Fancy shooting some stick? If it's winner stays on, this is one hustler who could take some shifting -- stick your 50p on the side and break with the pool-playing robot.

Richard Trenholm Former Movie and TV Senior Editor
Richard Trenholm was CNET's film and TV editor, covering the big screen, small screen and streaming. A member of the Film Critic's Circle, he's covered technology and culture from London's tech scene to Europe's refugee camps to the Sundance film festival.
Expertise Films, TV, Movies, Television, Technology
Richard Trenholm
2 min read

Fancy shooting some stick? If it's winner stays on, this is one hustler who could take some shifting: stick your 50p on the side and break with the pool-playing robot.
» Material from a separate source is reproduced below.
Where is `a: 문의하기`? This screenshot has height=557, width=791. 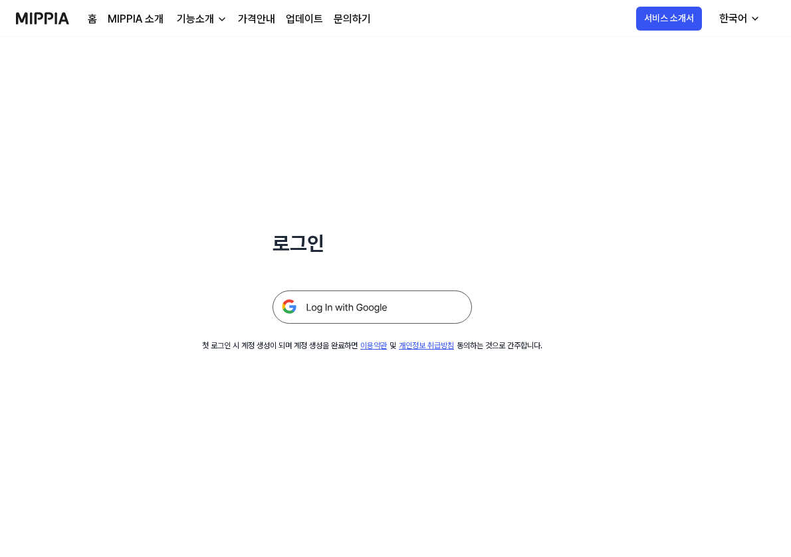 a: 문의하기 is located at coordinates (352, 19).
The table Terminator boasts two arms with 7-DOF -- that's degrees of freedom, robot fans, the name given to the different directions a body can move in.

A camera above the table tracks the balls and works out the angles, like in the pool hall episode of Quantum Leap. The robot works out the difficulty of each shot, separating them into different categories and working out the right-arm movement before placing the cue behind the white ball.

That gives the billiard hall replicant the best chance of potting, allowing it to hustle chumps, like Uncle Phil crossed with Johnny 5. The robot can pot up to five balls in a row, and has a success rate of up to 80 per cent from sprocket to pocket, according to Engadget.

 

The pneumatic pool shark is the masters thesis of Thomas Nierhoff at the Institute of Automatic Control Engineering at Technische Universität München. He developed the hustling automaton with colleagues Omiros Kourakos and Sandra Hirche.

The scene is set for an all-mechanoid version of Saturday tea-time favourite Big Break with the dual-armed robot taking the role of the robotic John Virgo and a printer spewing out vaguely racist jokes replacing chirpy host Jim Davidson. Other pool-playing robots include a metal hustler called Deep Green, ruling the baize with cold-hearted robotic ruthlessness.

We love a good robot, especially if it's got a party trick like answering trivia questions or unicycling, solving a Rubik's cube or opening beer bottles. We love a serious robot too, like the Kinect-powered Thunderbird-style search-and-rescuebot, iPhone-controlled gardening gadabout or the robot that's 'capable of emotions'.

Pub quizzes have been ruined by mobile phones, and it seems pool could be next. But what pub game do you think you could defeat a robot at?